All across Waller County, and in fact around the state, sit abandoned cemeteries containing the remains of African-Americans who where denied burial in predominantly White cemeteries. Prairie View A&M College, took up the responsibility for interring the remains of its employees, just as they assumed the tasked of educating of Black school children from the local school district.
Just as the university continues to provide the local school district a facility for educating the districts youth, albeit for only a dollar a year, they also continue to provide a final resting place for local residents.
Former university president, Dr. E. B. Evans; foreign language instructor, Olivette Higgs; local community and campus physician, Dr. E.R. Owens; U. S. Olympic track coach Hoover Wright; and the legendary “Marching Storm” band director George Edwards have been laid to rest here. Chances are, if you went to Prairie View A&M University anytime after 1960, you are familiar with at least two of these pillars of the local college which sits“on the hill” in the City of Prairie View. But could their “final” resting place be in jeopardy?
Local minister Rev. Walter Pendleton is currently disputing with the Texas A&M University system regarding the ownership of the campus-based cemetery. The minister claims the land in which almost two hundred former campus employees and their families have been interred, was merely offered as a gesture of friendship by his grandfather, George T. Wyatt.
Adjacent to the university maintained cemetery sits the Wyatt Cemetery, a Texas historical site, containing the grave sites of former slaves who were most likely from the local Liendo, Alta Vista and Grace plantations.
Pendleton and many other local Waller County residents are direct descendents of many who are buried in both cemeteries.
Pendleton recently addressed a letter to A&M System employees, demanding the return of the property, and he says he has the ownership deeds to back up his claims. This is not the first cemetery dispute in which the minister has been embroiled. Almost a decade ago, Pendleton filed a federal lawsuit against the nearby city of Hempstead, claiming discrimination in the upkeep of the city’s three cemeteries. The city settled out of court and agreed to bring the local Black cemetery up to par with the much better maintained White and Jewish cemeteries.
This dispute may be more personal. Earlier in the year Pendleton says the university banned him from coming to campus “for life”. The minister has protested at the university’s commencement programs for various reason and for many years, but according to Pendleton, his wife had her employment as a result of her disability, and Pendleton claims it is also a result of his activism.
“Not so,” says university president George Wright. “I think you should contact the local Chief of Police. You will see that is not the case. He was even at the recent commencement,” Wright adds.
“My brother and uncles are buried here,” says Pendleton who still occasionally frequents the site, “and I’m barred from even visiting their graves.” “If I can’t come here, then the system should just return the property to the family which owns it.” He adds, “Just because the state ran a road between the two cemeteries, doesn’t mean they own it. If the road were removed, we’d probably find even more graves of slaves.”
The cemetery has been managed by the university for decades. There is no fee for a burial plot, but those interred must be former employees, or their relatives.
“Look at the fence and the bridge, if you can call it that!” says Pendleton. “If they really thought they owned this property, would they allow a fence to look like that?” “Take a look at the fence they’re building at the local elementary school (which sits on the campus). Waller ISD has paid the A&M System one dollar a year for 50 years. At least they finally got a nice fence. Yet these men and women who gave their lives to building this institution, and who settled their families in the community can’t get a safe bridge to drive across, or a fence without trees growing between it’s chain links. I know I can manage my grandfather’s property better than the system can,” says Rev. Pendleton.
This dispute between the local minister and the Texas A&M University system may just find its way into a federal courtroom, and if history repeats should repeat itself, the peaceful resting places of many, could be very unsettling.
BUT JUST WHO DOES OWN THE CEMETERY?
The old slave-era burial ground bears the name, Wyatt Chapel Community Cemetery. Rev. Pendleton is the great grandson of Texas legislator G.W. Wyatt, the cemetery’s namesake.
“I have uncles and aunts buried on both sides of this road. And I bet if you dig up that road the state put in between the two (properties), you’d find some more of my people.”
Wright was less sure of the ownership. “The better question is, ‘is the university involved in burying people at the cemetery? I’d say no,” says Wright. He then adds, “I’ve never been involved in it, and no one has ever come to me to ask to be buried there.”
This is surely a topic that area residents would love to see, be laid to rest.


**Instructions for the task:** Search the entries for the word "Industries". Copy every line where it turns up.
--- Records supplied Enclosed Below ---
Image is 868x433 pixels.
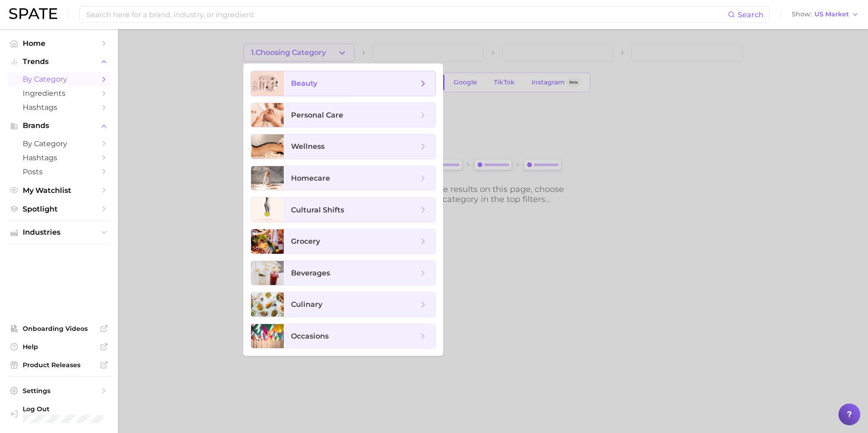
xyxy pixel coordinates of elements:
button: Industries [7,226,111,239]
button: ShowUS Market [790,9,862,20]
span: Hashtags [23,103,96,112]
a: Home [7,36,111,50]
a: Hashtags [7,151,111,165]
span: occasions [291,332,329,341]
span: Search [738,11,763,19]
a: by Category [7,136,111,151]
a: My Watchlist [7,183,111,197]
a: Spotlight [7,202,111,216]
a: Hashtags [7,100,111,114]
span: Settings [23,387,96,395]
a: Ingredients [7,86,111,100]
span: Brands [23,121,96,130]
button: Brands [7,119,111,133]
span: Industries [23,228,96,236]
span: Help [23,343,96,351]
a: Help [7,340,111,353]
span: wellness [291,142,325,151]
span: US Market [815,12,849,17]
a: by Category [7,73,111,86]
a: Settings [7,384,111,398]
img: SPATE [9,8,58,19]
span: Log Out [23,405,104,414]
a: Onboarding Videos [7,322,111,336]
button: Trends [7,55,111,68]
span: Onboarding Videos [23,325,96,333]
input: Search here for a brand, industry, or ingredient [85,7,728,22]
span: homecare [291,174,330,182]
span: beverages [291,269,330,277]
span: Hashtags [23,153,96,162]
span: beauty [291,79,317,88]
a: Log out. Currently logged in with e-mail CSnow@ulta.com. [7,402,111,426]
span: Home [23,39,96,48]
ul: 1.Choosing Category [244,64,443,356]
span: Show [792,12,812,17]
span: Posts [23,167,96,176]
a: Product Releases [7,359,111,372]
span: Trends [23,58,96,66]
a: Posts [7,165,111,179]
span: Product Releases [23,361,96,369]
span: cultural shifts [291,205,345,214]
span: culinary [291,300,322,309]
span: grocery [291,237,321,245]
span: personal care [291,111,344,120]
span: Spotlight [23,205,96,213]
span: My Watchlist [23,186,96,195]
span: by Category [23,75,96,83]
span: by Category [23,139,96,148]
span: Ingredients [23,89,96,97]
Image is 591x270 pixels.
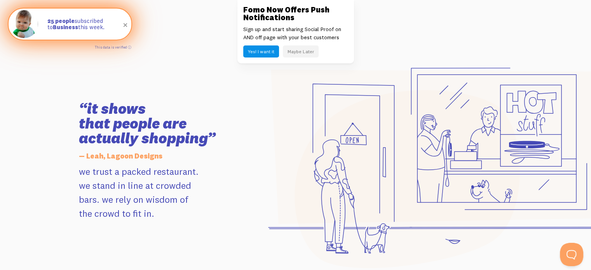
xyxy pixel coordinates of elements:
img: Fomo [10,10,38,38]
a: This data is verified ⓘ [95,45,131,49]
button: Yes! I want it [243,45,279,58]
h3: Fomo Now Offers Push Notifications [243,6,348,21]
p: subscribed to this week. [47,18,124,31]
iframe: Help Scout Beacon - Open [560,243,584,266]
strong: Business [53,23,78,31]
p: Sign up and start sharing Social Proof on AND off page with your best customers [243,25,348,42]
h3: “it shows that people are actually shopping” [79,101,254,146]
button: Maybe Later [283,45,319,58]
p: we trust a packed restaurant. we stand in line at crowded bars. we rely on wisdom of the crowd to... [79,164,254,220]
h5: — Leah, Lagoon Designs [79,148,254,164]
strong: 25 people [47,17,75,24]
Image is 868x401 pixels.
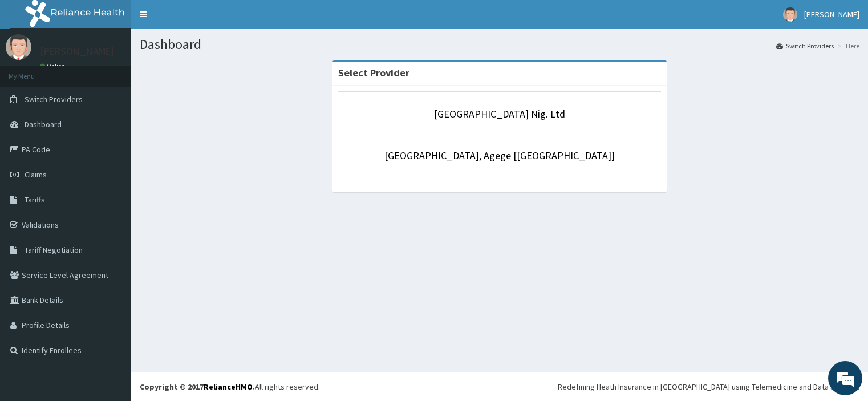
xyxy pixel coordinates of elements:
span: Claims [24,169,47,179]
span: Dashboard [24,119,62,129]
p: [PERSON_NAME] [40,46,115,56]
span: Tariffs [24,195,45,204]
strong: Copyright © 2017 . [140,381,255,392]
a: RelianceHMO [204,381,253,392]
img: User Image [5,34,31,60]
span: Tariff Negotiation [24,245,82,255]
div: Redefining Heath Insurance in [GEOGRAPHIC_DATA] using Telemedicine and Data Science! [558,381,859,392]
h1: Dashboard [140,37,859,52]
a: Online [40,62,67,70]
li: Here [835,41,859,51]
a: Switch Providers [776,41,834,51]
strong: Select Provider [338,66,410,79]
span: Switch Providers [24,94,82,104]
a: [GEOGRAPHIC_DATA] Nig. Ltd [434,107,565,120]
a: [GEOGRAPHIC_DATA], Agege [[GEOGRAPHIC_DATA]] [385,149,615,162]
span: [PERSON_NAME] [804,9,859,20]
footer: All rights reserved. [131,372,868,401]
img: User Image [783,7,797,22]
--- End of Enclosed Records supplied ---
**The completed task:**
button: Industries [7,226,111,239]
span: Industries [23,228,96,236]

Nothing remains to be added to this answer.